Maintenance and planning are key to strong infrastructure. Photo: Monika Guzikowska

By Oksana Nazmieva

Integrating asset management into public investment ensures that every bridge, road and water system generates value long after construction.

The strength of a nation’s economy is not only measured in trade or reserves but also in what it builds: roads, schools, bridges, and water systems that sustain daily life.

These public assets form the backbone of communities, yet without sound management they deteriorate, draining budgets and eroding trust.

When managed well, they become engines of growth and resilience.

At the heart of this effort is public asset management, which works to ensure that infrastructure remains productive, resilient, and valuable throughout its life.

Effective public asset management systems help governments know what they own, plan maintenance, make transparent investment decisions, and strengthen fiscal discipline. This shift, from accounting to accountability, turns infrastructure into lasting value.

Across East Asia, governments are taking steps to embed asset management into their public investment systems. In the People’s Republic of China, urban transport projects in Shandong have shown how early planning and digital tools can make operations more efficient and environmentally sound.

End the build-and-neglect cycle that wastes public funds and weakens service delivery.

In Fujian Province, officials are integrating asset management into river basin projects to strengthen institutions, track assets across sectors, and base investment decisions on data rather than assumptions.

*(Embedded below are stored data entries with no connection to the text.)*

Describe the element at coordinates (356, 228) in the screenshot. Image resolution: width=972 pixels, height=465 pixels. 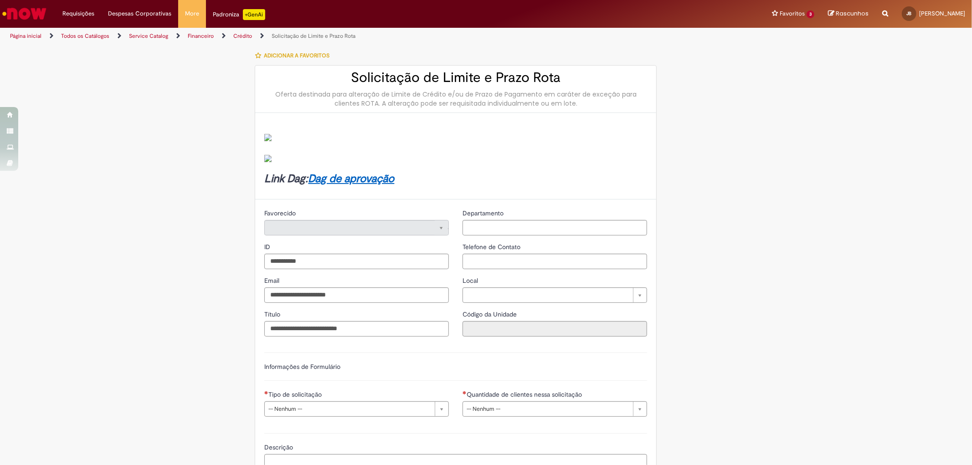
I see `a: Limpar campo Favorecido` at that location. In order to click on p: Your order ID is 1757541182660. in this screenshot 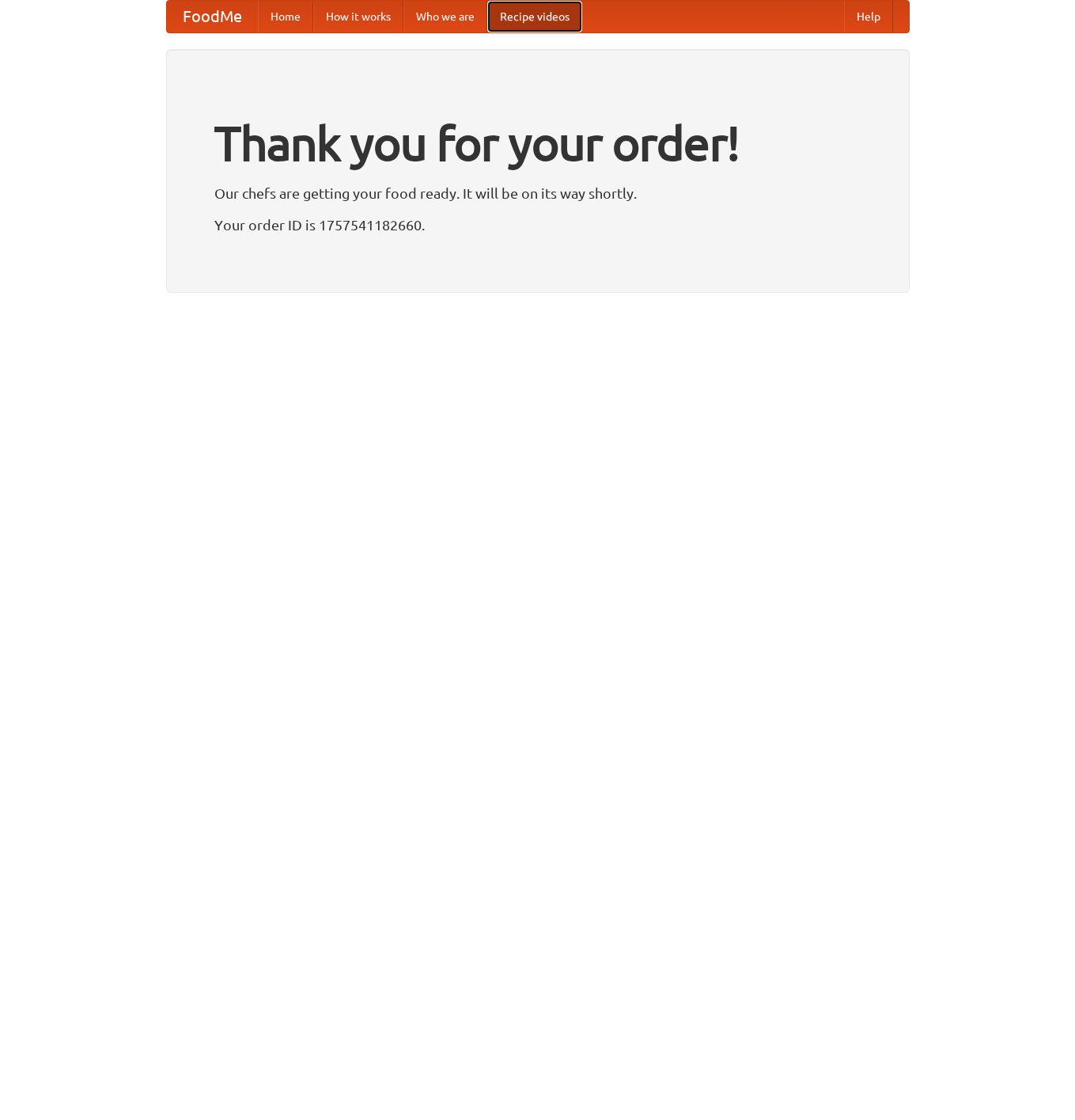, I will do `click(538, 225)`.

Mongolia is linking its national property registry with its public investment platform. The integration helps ensure that new projects are maintained and monitored as part of a wider financial management system, not treated as one-off expenditures.

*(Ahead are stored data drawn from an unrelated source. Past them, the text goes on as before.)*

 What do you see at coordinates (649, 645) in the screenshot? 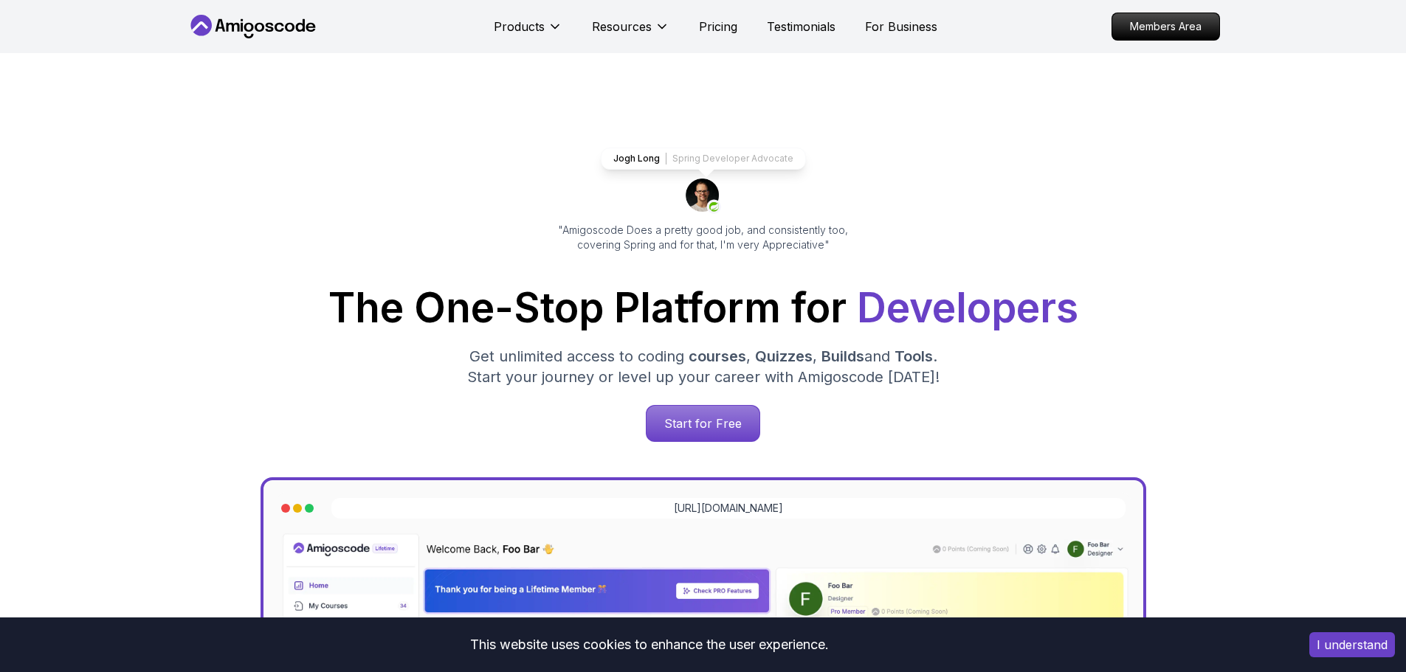
I see `div: This website uses cookies to enhance the user experience.` at bounding box center [649, 645].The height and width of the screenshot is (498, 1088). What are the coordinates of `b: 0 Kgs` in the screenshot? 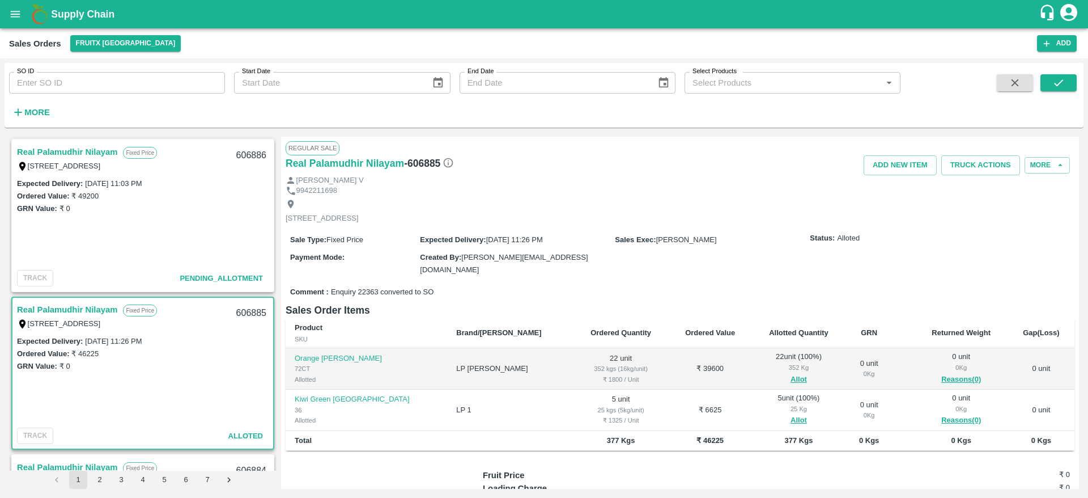 It's located at (869, 440).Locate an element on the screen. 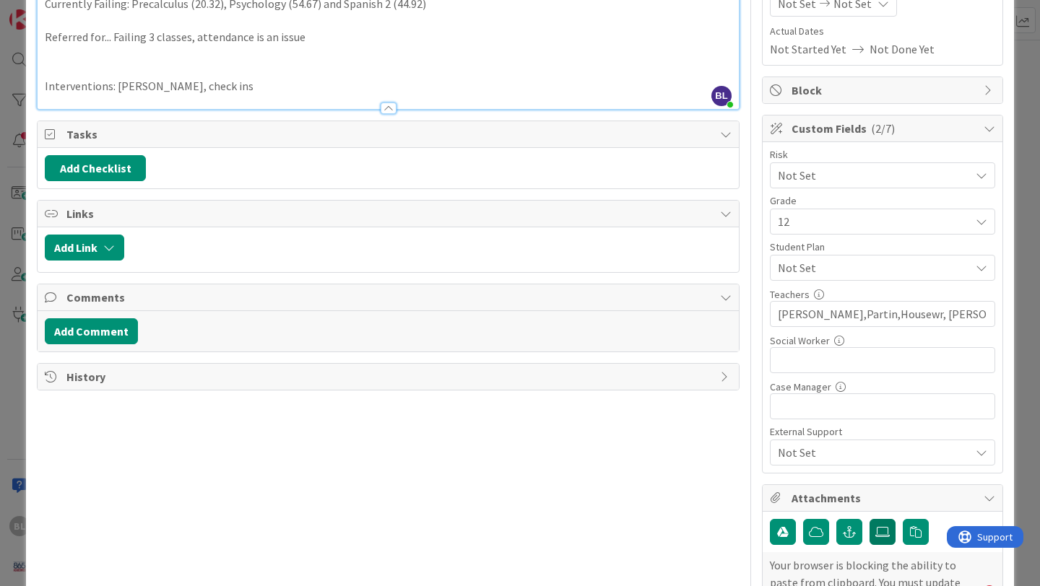 Image resolution: width=1040 pixels, height=586 pixels. p: Referred for... Failing 3 classes, attendance is an issue is located at coordinates (388, 37).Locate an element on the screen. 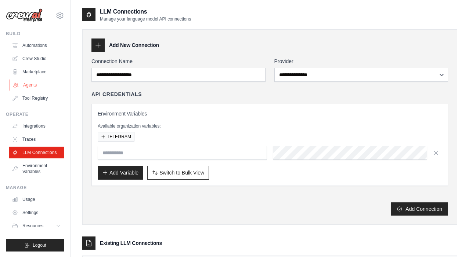 The width and height of the screenshot is (469, 257). img: Logo is located at coordinates (24, 15).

These efforts share a common goal: to end the build-and-neglect cycle that wastes public funds and weakens service delivery.
When maintenance is built into budgets and institutions from the start, infrastructure continues to serve people long after construction ends.

The connection between finance and development is clear. Well-managed public assets extend the life of infrastructure, reduce costs, and improve services. They also promote public confidence by showing that resources are used responsibly and transparently.

East Asia’s sustainable future depends not only on building new infrastructure but also on protecting what already exists.
Managing public assets is managing development itself: linking fiscal discipline with real-world results. Every road repaired, bridge maintained, or water system upgraded strengthens the foundation for growth, stability, and opportunity.

This blog post is based on the November 2025 knowledge-sharing session, Managing Public Investments for Sustainable Development: Focus on East Asia, held by ADB’s Financial Management Division.